Not a bio-pic exactly, I’m Not There traverses time and type to portray Dylan as multiple people — some recognizable, some iconic and others thoroughly imagined — exploring the concept of “Dylan” more than exposing the actual man. And while boomers everywhere will fall for the nostalgic and non-narrative revision of one of their generation’s most influential figures, the reality is that this movie isn’t about the great movements of the time or the political battles waged in the streets. It isn’t a fond trip through some hippy scrapbook recalling the freedom and possibilities of a time since traded in for personal comfort and social neglect. It is a film about personal failure, inescapable pressure and misguided success, all told through an inter-connective web of vignettes about an artist who never wanted to be taken at his word.

Instinctively the film is an exercise in deconstruction, or possibly even a devious attempt at re-assemblage. With actors like Christian Bale, Heath Ledger, Ben Winshaw, Marcus Carl Franklin, Richard Gere and Cate Blanchett all embodying the role of the man who constantly reshaped his own image and fought off all attempts to be defined. The film presents instances of a composite character – glimpses of a real man whose defiance made him frustratingly inaccessible and yet profoundly effecting. It’s the idea that the contradictory figure embodies the reality of everyone, and that singularity only exists in memory. Spanning the essential and formative years of Dylan’s ongoing career, from country-folk troubadour to freewheeling electric balladeer, Haynes constructs segments of his life and career that shift back and forth between an imagined pre-teen train-riding southern-songwriter to a fictional actor in the throws of a divorce to the iconic Dylan from Don’t Look Back. The effect of this non-linear character study is a strange kind of emptiness — a wobbly world of references where the only warmth, depth and truth comes from the connection you might have to the music yourself. We are not offered definitive or reliable representations, but instead the personas and abstract configurations of a flawed human being. They are antagonistic, mean spirited, un-cooperative and abandoning. Like the ’60s generation come yuppie, the multiple Dylans leave their roots behind in a quest for self determination and perpetual self importance.

But if, as this film suggests, it’s impossible to know just one man — even someone as well documented as the actual Dylan — then how is it even conceivable to understand an entire generation? You can’t, and maybe that’s the point. And while the purpose of I’m Not There is to explore the notion of personal history, image construction and pressures of being a pop culture icon, the reality of this combination between fact and fiction is a subtle yet sad acknowledgment of human failure and cumulative cultural delusion. There is a quiet, biting irony to it all, buried among the icons, images and music. A saddening and honest recognition of failure that binds all the boomers who wanted change, fought for it, but then retired back into themselves.
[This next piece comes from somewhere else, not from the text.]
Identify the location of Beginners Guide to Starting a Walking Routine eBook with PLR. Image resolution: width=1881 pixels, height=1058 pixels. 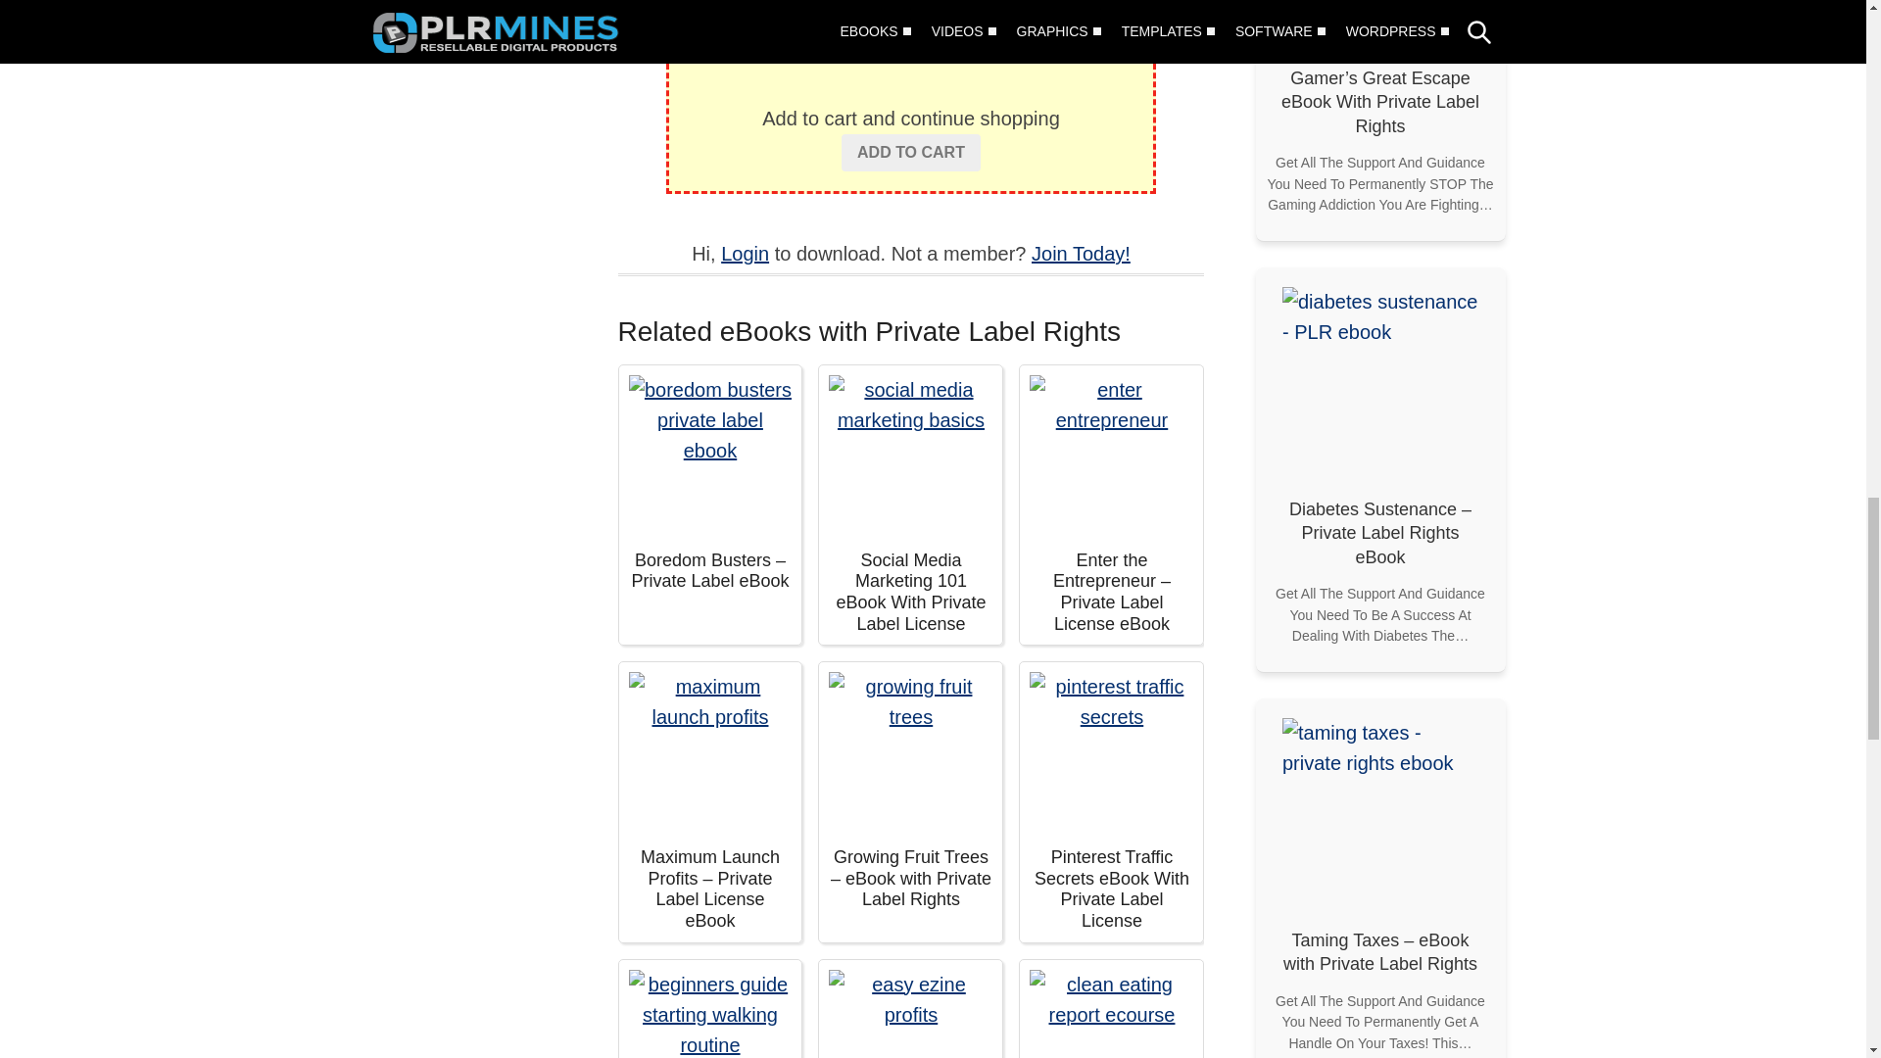
(709, 1014).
As the multiple players portray the multiple facets of a singular man, the film constantly returns to the notion that there is no one. There are no saviours, no saints and no personal salvation. There are only people caught in time, forced to embrace or shrug off the pressures placed on them, and they, like the rest of us, are flawed and full of fault. There is no singularity, just a murky treatment of collective memory, constructed out of time for a generation sliding further and further out of touch.